Like drinking eight glasses of water a day. It won’t hurt you, and it’s probably better to drink more water than less. But the eight-glasses-a-day recommendation isn’t based on any solid research. It started way back in 1945, when the Food and Nutrition Board of the National Research Council suggested people should drink “1 milliliter of water for each calorie of food.” Based on calorie consumption back then (not the obesifying eating habits of today), that comes out to eight glasses a day.

Here’s another piece of common knowledge that has no foundation in reality: All the U.S. manufacturing jobs went to China because that’s where most of the stuff we buy nowadays gets made. That's inaccurate -- wildly so. Recently the Federal Reserve Bank of San Francisco released a study showing that just 2.7 percent of U.S. personal-consumption spending goes to products and services from China.

And less than half of that money actually ends up in China. The rest goes to American companies that do the shipping, marketing, and whatever else is required to sell goods and services. “If a pair of sneakers made in China costs $70 in the United States, not all of that retail price goes to the Chinese manufacturer,” reads the report. “In fact, the bulk of the retail price pays for transportation of the sneakers in the United States, rent for the store where they are sold, profits for shareholders of the U.S. retailer and the cost of marketing the sneakers.”

Fact number two: Just 11.5 percent of American consumer spending goes towards all goods and services produced overseas.

Another myth busted. While we’re in a debunking mood, we’ll pass along this factoid to our coffee-guzzling colleagues in the small-business community: Caffeine does not make you pee. In 2000, a University of Nebraska researcher conducted a study that showed caffeinated beverages don’t dehydrate you more than any other beverages. (So you’ll just have to find another reason to kill time in the bathroom.)

Washington: Living the dream. This could explain a lot, like why politicians think it’s OK to fiddle around on Capitol Hill while the rest of us sweat. A recent Gallup poll found that Washington, D.C., leads the U.S. in economic confidence. In fact (we’re saying that a lot this week), D.C. checks in with the only positive Economic Confidence Index score in the entire nation. More amazing, its confidence score for first half 2011 was 12 points higher than its confidence score for the same period last year.

“Many may argue that the relative economic optimism of those in the nation’s capital and the states around it reflects their insulation from what is happening in the rest of the economy,” Gallup noted suggestively.

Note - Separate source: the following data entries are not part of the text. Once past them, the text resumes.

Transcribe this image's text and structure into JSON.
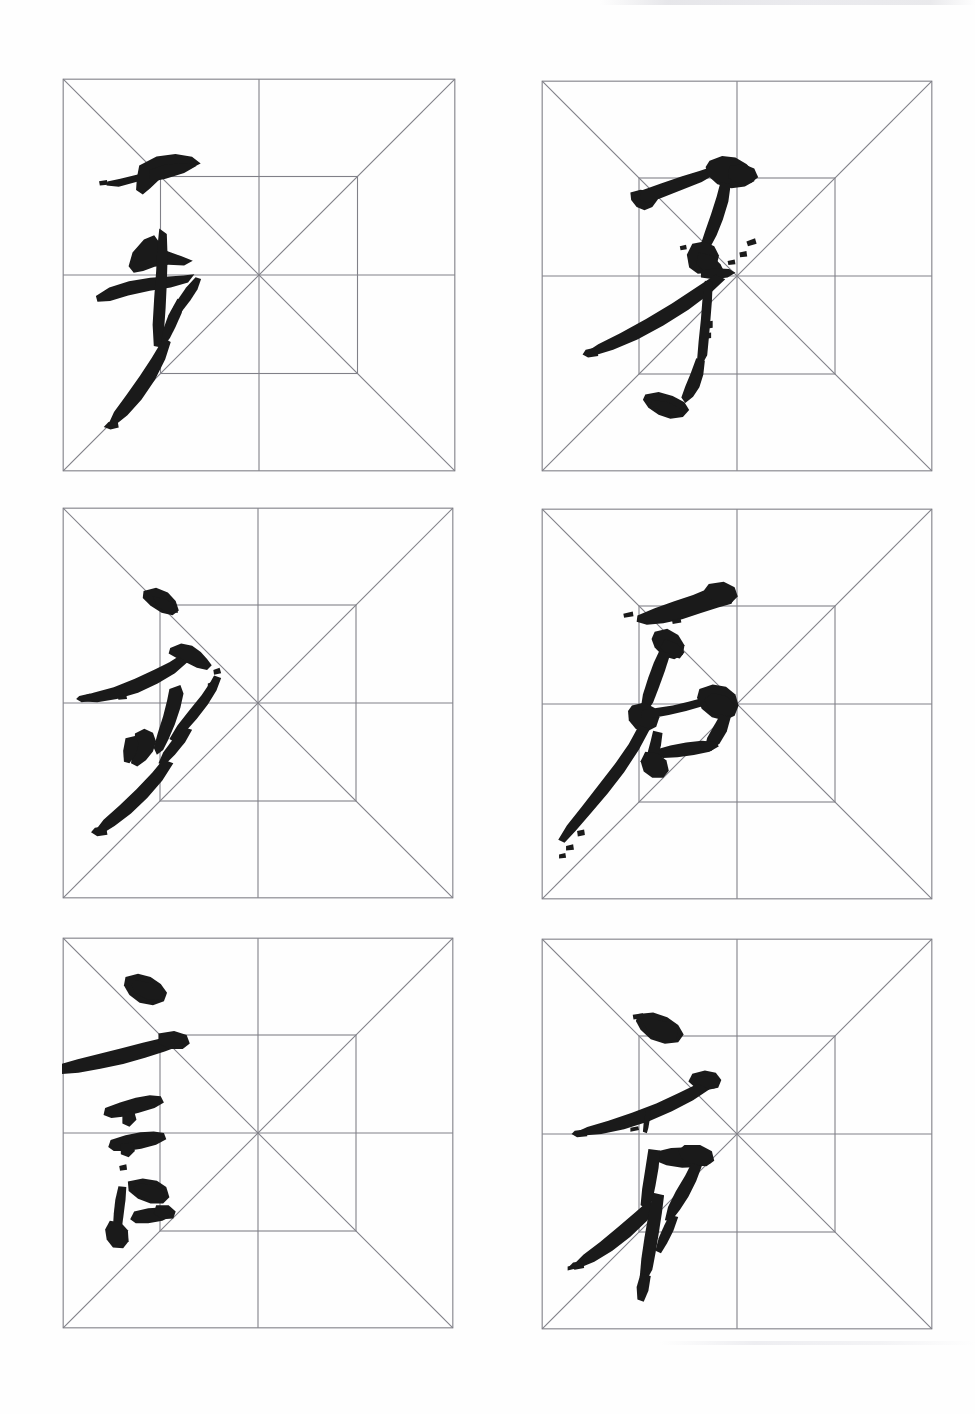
{
  "page": {
    "kind": "chinese-calligraphy-practice-sheet",
    "background_color": "#fefefe",
    "width": 975,
    "height": 1414,
    "grid_line_color": "#808088",
    "ink_color": "#1a1a1a",
    "columns": 2,
    "rows": 3,
    "grid_type": "mizige",
    "grid_guides": [
      "outer-square",
      "diagonal-tl-br",
      "diagonal-tr-bl",
      "vertical-center",
      "horizontal-center",
      "inner-square"
    ]
  },
  "layout": {
    "cells": [
      {
        "index": 0,
        "row": 0,
        "col": 0,
        "x": 62,
        "y": 78,
        "size": 394
      },
      {
        "index": 1,
        "row": 0,
        "col": 1,
        "x": 541,
        "y": 80,
        "size": 392
      },
      {
        "index": 2,
        "row": 1,
        "col": 0,
        "x": 62,
        "y": 507,
        "size": 392
      },
      {
        "index": 3,
        "row": 1,
        "col": 1,
        "x": 541,
        "y": 508,
        "size": 392
      },
      {
        "index": 4,
        "row": 2,
        "col": 0,
        "x": 62,
        "y": 937,
        "size": 392
      },
      {
        "index": 5,
        "row": 2,
        "col": 1,
        "x": 541,
        "y": 938,
        "size": 392
      }
    ]
  },
  "characters": [
    {
      "index": 0,
      "glyph": "毛",
      "script": "running-cursive",
      "position": "row-1-col-1",
      "ink_coverage": "left-of-center"
    },
    {
      "index": 1,
      "glyph": "牙",
      "script": "running-cursive",
      "position": "row-1-col-2",
      "ink_coverage": "center-left"
    },
    {
      "index": 2,
      "glyph": "少",
      "script": "running-cursive",
      "position": "row-2-col-1",
      "ink_coverage": "left-of-center"
    },
    {
      "index": 3,
      "glyph": "后",
      "script": "running-cursive",
      "position": "row-2-col-2",
      "ink_coverage": "center-left"
    },
    {
      "index": 4,
      "glyph": "言",
      "script": "running-cursive",
      "position": "row-3-col-1",
      "ink_coverage": "left-edge"
    },
    {
      "index": 5,
      "glyph": "衤",
      "script": "running-cursive",
      "position": "row-3-col-2",
      "ink_coverage": "center-left"
    }
  ],
  "chart_data": {
    "type": "table",
    "title": "",
    "categories": [
      "row-1-col-1",
      "row-1-col-2",
      "row-2-col-1",
      "row-2-col-2",
      "row-3-col-1",
      "row-3-col-2"
    ],
    "values": [
      "毛",
      "牙",
      "少",
      "后",
      "言",
      "衤"
    ]
  }
}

Rounding out the 10 most confident places are farm, energy, and government states: North Dakota, Nebraska, South Dakota, Maryland, Massachusetts, Utah, Iowa, Minnesota and Virginia.

Who’s least confident? West Virginia, Maine, Idaho, Louisiana, Mississippi, Nevada, Kentucky, Delaware, Ohio, Florida and Rhode Island.

Gallup said national economic confidence “plunged” in July and August, and it added that “overall, this decline in confidence does not bode well for economic growth in the second half. Although the Fed's recent decision to keep interest rates low over the next two years may benefit Wall Street, it is not clear that this will help create a much-needed turnaround in confidence on Main Street.”

We’ve got a Gallup poll for Wall Street. And we know right where to put it.